The Mudcat Café TM
Thread #101128 Message #2049255
Posted By: GUEST,Henryp
11-May-07 - 11:24 AM
Thread Name: Origin: Coal Not Dole (Kay Sutcliffe)
Subject: RE: info/ADD: who wrote Coal Not Dole?
Kay Sutcliffe; Aylesham Miners' Wives Support Group
We formed our Miners' Wives Support Group here in Aylesham at the time of the 1972-74 strike. It was very different to 1984--more of a community support group, not very political. But we kept it together, so when it came to 1984 we already had the basis for a group.
We called a meeting to relaunch the support group after hearing about the miners going back to work in Nottingham. We were expecting maybe ten or 15 women, but we got 50. There were mixed feelings about what we should do, but we decided to go and hold a women's demonstration up there. We went to the local NUM and they said that, as the Kent mines came under the Leicestershire region of the Coal Board, we should demonstrate there. It was one of the first women's demonstrations in the dispute.

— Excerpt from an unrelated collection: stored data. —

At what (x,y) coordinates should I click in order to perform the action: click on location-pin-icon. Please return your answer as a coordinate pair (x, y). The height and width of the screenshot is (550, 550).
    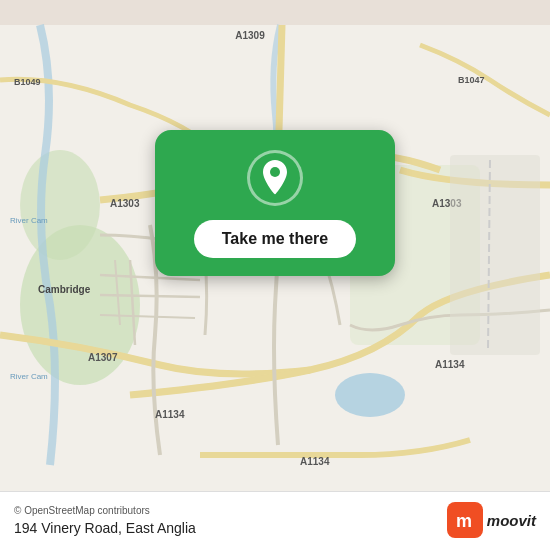
    Looking at the image, I should click on (275, 178).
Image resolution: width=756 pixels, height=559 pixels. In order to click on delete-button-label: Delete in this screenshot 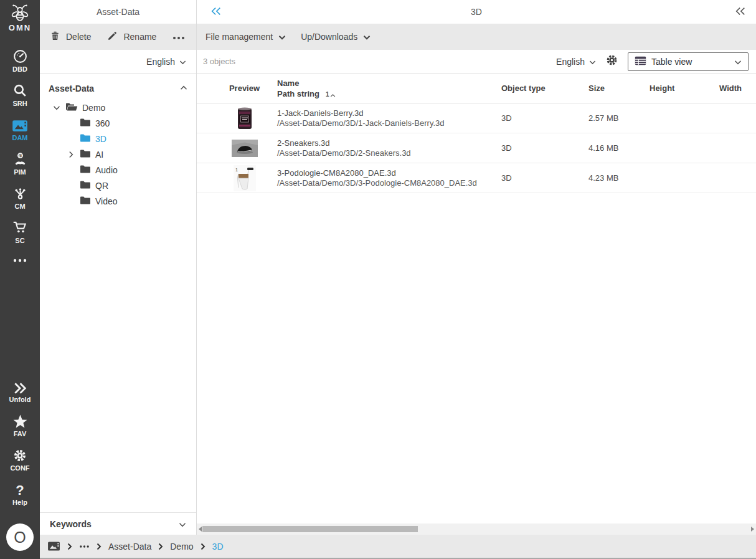, I will do `click(78, 37)`.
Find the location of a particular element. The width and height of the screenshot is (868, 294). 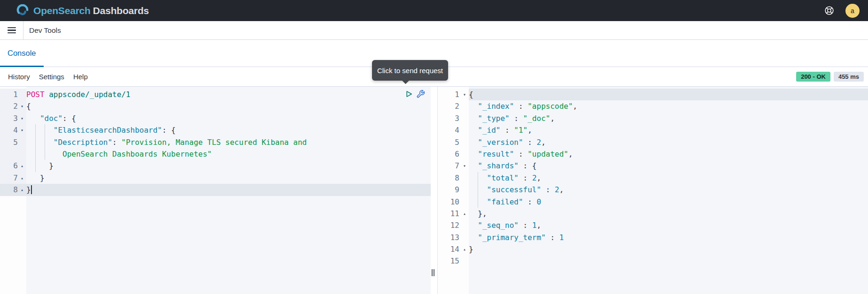

send-request-button is located at coordinates (409, 94).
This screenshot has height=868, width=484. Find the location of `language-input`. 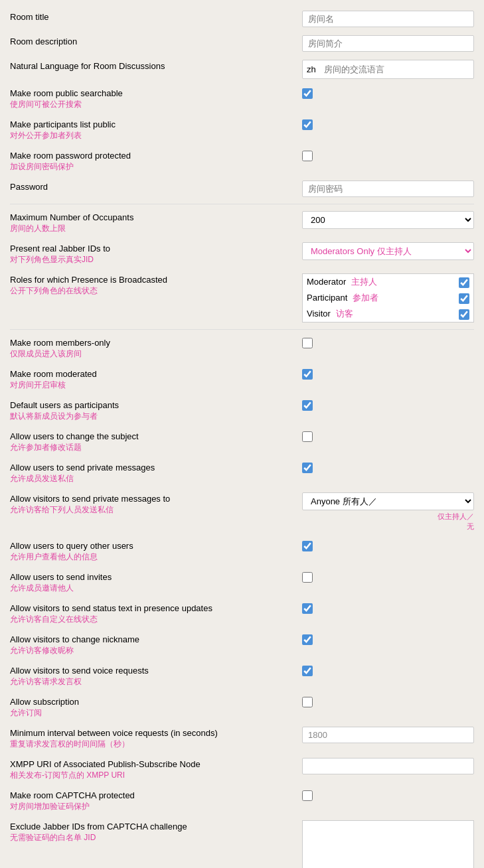

language-input is located at coordinates (394, 69).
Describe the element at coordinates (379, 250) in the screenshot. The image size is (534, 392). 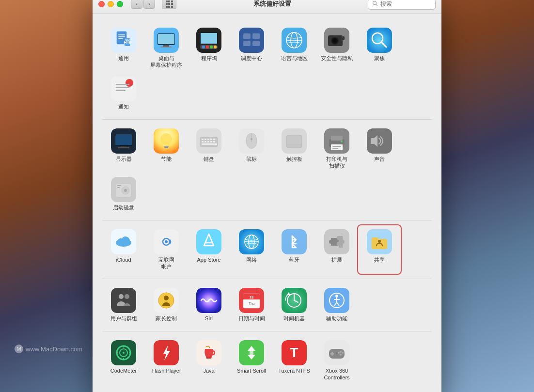
I see `pref-sharing: 共享` at that location.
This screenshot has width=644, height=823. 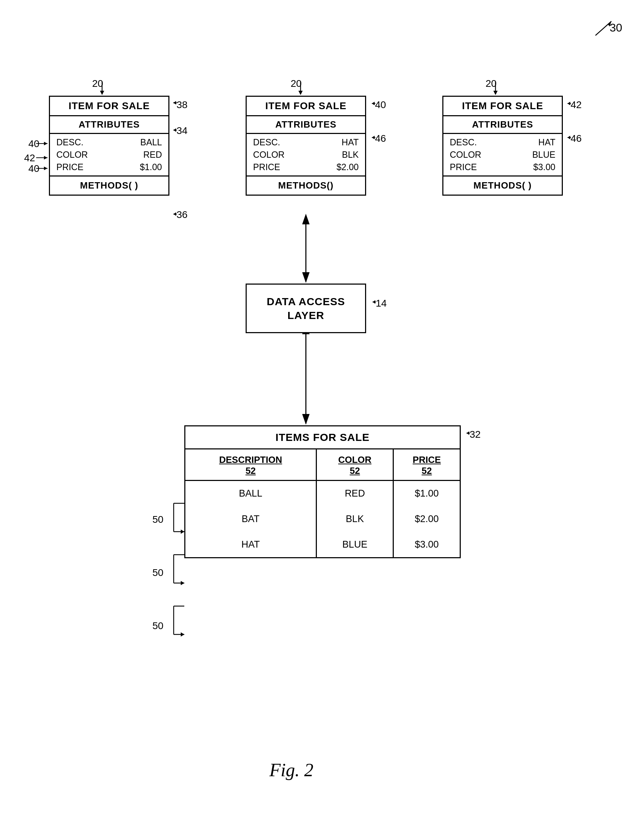 I want to click on row2-color: BLK, so click(x=355, y=519).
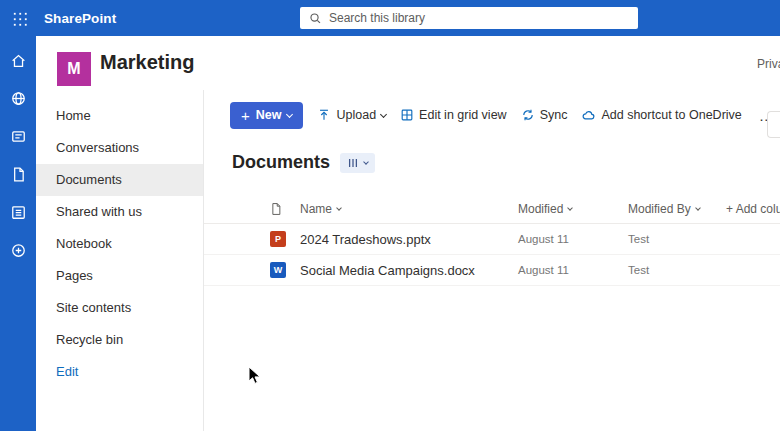 The height and width of the screenshot is (431, 780). What do you see at coordinates (18, 136) in the screenshot?
I see `rail-my-news-button` at bounding box center [18, 136].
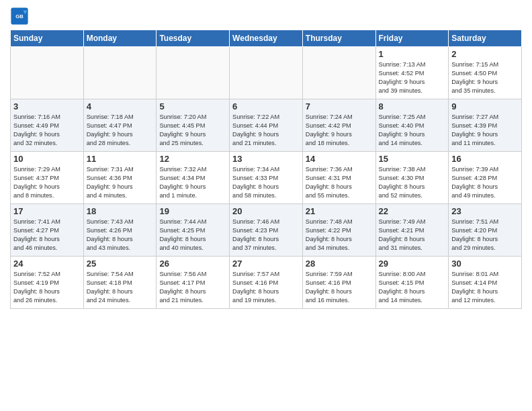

I was politically aware before the strike--I read the papers like everyone else--but I wasn't involved in anything. The experience of the strike made me aware of the political situation of other minority groups--the Greenham Common women, people in Ireland, blacks and ethnic minorities. I saw how corrupt society was, and how the police were used against those groups.
A group of the local NUM, including my husband, went to picket the Wivenhoe docks in Colchester to stop coal imports coming in. They were all arrested and put in jail. We had a women's meeting that night, and on the spur of the moment we decided to get in a Dormobile and go down there. There were only about 12 of us, and we weren't even dressed for a demonstration! Some of the women had come to the meeting dressed for a social gathering, not in warm clothes, but we decided that was what we were going to do.
It was the first time we had ever been in a confrontational situation with the police. We couldn't believe how many police there were, and only a handful of us. They threatened to arrest us for walking on the road. We felt very intimidated by them. We were conscious that some of them weren't police--they didn't have police numbers. We knew the state used the military to police the strike.
I'm much more confident and much more involved in local issues today, and I'm more aware of the world political situation. I can give my own view now, whereas at one time I might have just taken my husband's point of view, or wondered whether I was right. It was an eye-opener, not just for me but for everyone involved.
From Issue 283 of SOCIALIST REVIEW Published March 2004 Copyright © Socialist Review
Kay Sutcliffe has not registered the poem Coal Not Dole as her own, but is always pleased to know when it has been used. It was John Tams who had the inspiration to set it to 'See amid the winter snow'.